Citizen science helps detects sharks earlier

- July 26, 2018

A great white shark. (Provided photos)
A great white shark. (Provided photos)

When Darren Porter obtained his commercial weir license eight years ago and set up shop in Bramber, Nova Scotia, he never thought he’d be at the centre of an international shark-tracking effort.

The Dalhousie-based Ocean Tracking Network (OTN) has been linking up the Bay of Fundy and surrounding inland waters with monitoring devices to track commercially and ecologically valuable marine species. Porter’s weir is a perfect monitoring spot to help capture the migrations of fishes like American shad, skates, and striped bass, tracking them as they travel throughout the Basin and beyond.

As the tides in the Bay of Fundy ebb in and out from the shoreline, a V-shaped net traps fish and other marine animals and allows fishers to harvest only what they need.


Darren Porter’s commercial fishing weir in Bramber, Nova Scotia, is built and torn down each year from March to April during low tide.

“We have different ponds set up to hold things in that we don’t commercially use, when the tide comes back in, it just lifts to fish up and they move away. I harvest only a little piece of each tide.”

For the last two years, Porter has looked after a key acoustic telemetry monitoring infrastructure in the Minas Basin. He works with OTN researchers at Acadia University studying sturgeon in particular – a critically endangered species, and the source of precious and expensive caviar. Tidal turbine developments scheduled for Fundy region may impact sturgeons’ movements and survival. But lately, Porter’s focused on another animal moving through his waters, (though not in his weir): white sharks.

Tracking Anadale


Andale is a white shark acoustically tagged by Greg Skomal and John Chisholm at the Massachusetts Shark Research Program (MSRP) in 2012. She has been documented going back and forth between southern Atlantic U.S. and Canada, including Nova Scotia’s southwestern shores into the Bay of Fundy, for six years.

She was detected just off Cape Split, Nova Scotia, a popular hiking area and home to seal hangouts.

(Image right: Acoustic receiver monitoring coverage in the Minas Passage/Bay of Fundy.)

While the appearance of white sharks on North America’s east coast has caused a stir among beach-goers, both fishers and scientists maintain that the animals have always moved through these waters.

“Its all about basic needs,” says Fred Whoriskey, executive director of OTN. “The Atlantic region, including Cape Cod up to Newfoundland, has seal colonies – sharks are just following the food.” 

The power of collaboration


For the last few years, Porter’s found himself in a unique position as a citizen scientist. Not only does he help maintain the existing OTN monitoring system, he’s added to it by buying and deploying his own gear (funded through Big Moon Power) to track species important to his own livelihood.

“I can access places cheaper, faster and more efficiently than anybody else because I already have the gear and my life already revolves around nature,” he says.

Porter regularly checks in with OTN and MSRP on white shark detections in the area. He hopes the public perception of sharks will change and marine animals can be seen as more than just resources. “We have to have more outreach, we must educate the public on what’s here.”

He also strongly advocates for the integration of local and traditional (First Nations) knowledge when it comes to designing research studies. “You need a basic understanding prior to the commencement of any scientific operation,” explains Porter. “We fish 14 tides a week for 299 tides straight; every single fish counted measured and recorded. That’s never been done before and that’s what we need: fishermen, Indigenous knowledge and traditional uses.”

Research through partnership


Last year, the OTN Minas Basin receivers picked up Pumpkin, another white shark tagged by the Massachusetts team. The news generated significant buzz for being one of the earliest white shark detections in this area ever recorded and, fittingly, was detected near Windsor, Nova Scotia — known as the pumpkin capital of the world.


Pumpkin, an acoustically tagged white shark, made an appearance last year in Minas Basin, Nova Scotia.

“I’ve seen sharks out my backdoor for many years but not everyone believed me. Now she’s ‘real’ because she’s been detected with acoustic receivers. Pumpkin was a great way to bring people closer to the value of local knowledge holders.” Pumpkin was detected in Cape Cod on July 17.

Andale will be monitored by roughly 80 receivers in the Minas Passage while she’s here and is expected to move off when waters begin to get colder in late summer/early fall, or when food becomes scarce. Porter continues to offload receivers in Minas Passage weekly, sometimes daily, and connects with OTN and MSRP scientists adding significant capacity to the research.

“This is a story of partnership, transparency and technology: you have the U.S. and Canada working together, fishermen working with scientists, and different technologies and uses coming together,” says Porter. “If you can partner with all the stakeholders, you bring us all to the table, you take the skill sets of everyone involved, we can achieve second-to-none science.”

Porter’s fishing weir was recently the subject of a short film documenting such partnerships. View the short here.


TASK BRIEF: Filter the entries below down to the lines that hold "wire".

DATASET RECORDS:
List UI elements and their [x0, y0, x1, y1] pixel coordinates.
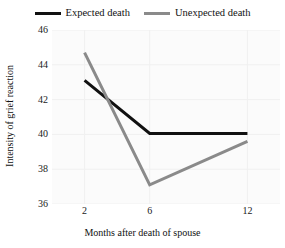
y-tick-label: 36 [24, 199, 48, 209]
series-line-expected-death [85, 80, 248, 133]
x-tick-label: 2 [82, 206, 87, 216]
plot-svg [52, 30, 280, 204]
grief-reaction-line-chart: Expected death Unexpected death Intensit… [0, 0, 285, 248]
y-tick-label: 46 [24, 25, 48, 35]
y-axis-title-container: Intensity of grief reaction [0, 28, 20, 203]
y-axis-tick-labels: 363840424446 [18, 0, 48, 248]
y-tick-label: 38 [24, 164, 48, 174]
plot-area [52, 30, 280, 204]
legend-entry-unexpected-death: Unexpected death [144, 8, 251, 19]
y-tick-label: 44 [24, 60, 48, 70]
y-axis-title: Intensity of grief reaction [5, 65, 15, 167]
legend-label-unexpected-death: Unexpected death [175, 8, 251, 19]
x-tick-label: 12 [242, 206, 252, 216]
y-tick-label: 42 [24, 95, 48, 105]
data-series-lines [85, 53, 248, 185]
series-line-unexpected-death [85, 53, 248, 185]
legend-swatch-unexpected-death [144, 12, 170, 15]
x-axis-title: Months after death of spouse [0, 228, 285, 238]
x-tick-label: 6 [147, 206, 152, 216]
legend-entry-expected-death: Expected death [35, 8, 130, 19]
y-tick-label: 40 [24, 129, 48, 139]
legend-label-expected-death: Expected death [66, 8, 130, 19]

* * *

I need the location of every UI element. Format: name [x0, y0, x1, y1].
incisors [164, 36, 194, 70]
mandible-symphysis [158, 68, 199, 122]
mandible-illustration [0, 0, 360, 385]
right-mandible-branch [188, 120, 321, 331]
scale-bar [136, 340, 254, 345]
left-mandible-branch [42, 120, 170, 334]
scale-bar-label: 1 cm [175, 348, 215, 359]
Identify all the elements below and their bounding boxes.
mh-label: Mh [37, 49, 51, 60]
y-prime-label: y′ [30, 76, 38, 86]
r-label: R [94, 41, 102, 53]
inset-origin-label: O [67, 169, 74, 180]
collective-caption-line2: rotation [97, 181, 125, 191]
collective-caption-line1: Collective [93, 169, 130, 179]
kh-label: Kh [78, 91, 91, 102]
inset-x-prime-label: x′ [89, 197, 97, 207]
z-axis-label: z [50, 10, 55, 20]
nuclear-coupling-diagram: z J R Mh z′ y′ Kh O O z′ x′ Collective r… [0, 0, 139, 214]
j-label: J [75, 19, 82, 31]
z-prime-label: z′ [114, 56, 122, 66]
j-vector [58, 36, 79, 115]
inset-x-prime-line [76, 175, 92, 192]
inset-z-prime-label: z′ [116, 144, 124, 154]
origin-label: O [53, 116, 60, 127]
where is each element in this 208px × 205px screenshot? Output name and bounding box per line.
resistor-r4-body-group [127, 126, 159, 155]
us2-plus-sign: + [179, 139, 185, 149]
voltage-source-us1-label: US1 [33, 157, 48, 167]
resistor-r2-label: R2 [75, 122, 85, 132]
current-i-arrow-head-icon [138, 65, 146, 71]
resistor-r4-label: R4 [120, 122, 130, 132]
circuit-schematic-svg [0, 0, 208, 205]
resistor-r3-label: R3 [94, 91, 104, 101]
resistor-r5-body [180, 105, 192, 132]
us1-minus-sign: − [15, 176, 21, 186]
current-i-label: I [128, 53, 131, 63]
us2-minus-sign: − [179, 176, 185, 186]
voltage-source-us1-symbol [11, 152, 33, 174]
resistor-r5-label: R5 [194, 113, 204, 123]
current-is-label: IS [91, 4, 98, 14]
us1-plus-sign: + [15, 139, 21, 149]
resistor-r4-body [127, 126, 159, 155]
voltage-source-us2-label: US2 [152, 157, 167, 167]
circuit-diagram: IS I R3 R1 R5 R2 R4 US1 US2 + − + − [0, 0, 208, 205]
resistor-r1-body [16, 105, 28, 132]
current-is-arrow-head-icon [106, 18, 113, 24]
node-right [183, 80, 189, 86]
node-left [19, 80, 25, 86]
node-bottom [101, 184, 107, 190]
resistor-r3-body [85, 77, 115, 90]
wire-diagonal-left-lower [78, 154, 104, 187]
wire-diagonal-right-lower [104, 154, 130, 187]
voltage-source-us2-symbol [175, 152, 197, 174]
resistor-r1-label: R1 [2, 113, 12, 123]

...

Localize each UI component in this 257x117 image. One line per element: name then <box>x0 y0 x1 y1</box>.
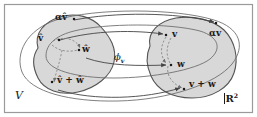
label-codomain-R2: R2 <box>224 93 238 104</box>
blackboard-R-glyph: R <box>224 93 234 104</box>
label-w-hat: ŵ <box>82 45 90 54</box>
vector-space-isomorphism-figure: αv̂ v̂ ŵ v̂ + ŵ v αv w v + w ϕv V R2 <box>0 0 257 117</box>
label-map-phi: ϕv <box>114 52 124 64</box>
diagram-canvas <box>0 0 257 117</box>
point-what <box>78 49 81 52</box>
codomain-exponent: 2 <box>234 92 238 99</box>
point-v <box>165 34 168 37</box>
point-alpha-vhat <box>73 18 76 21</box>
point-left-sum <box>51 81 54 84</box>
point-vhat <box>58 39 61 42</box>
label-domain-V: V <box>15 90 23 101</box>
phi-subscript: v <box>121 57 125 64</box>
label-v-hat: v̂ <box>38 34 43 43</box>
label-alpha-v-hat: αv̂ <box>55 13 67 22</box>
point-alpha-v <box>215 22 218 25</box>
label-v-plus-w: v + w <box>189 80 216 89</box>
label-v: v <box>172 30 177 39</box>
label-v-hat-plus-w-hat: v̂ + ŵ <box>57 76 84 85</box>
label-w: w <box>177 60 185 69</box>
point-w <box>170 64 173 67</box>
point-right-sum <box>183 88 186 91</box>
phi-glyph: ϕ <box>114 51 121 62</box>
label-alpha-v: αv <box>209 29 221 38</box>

EXERCISE RESULT:
wire-diagonal-left-lower [78, 154, 104, 187]
wire-diagonal-right-lower [104, 154, 130, 187]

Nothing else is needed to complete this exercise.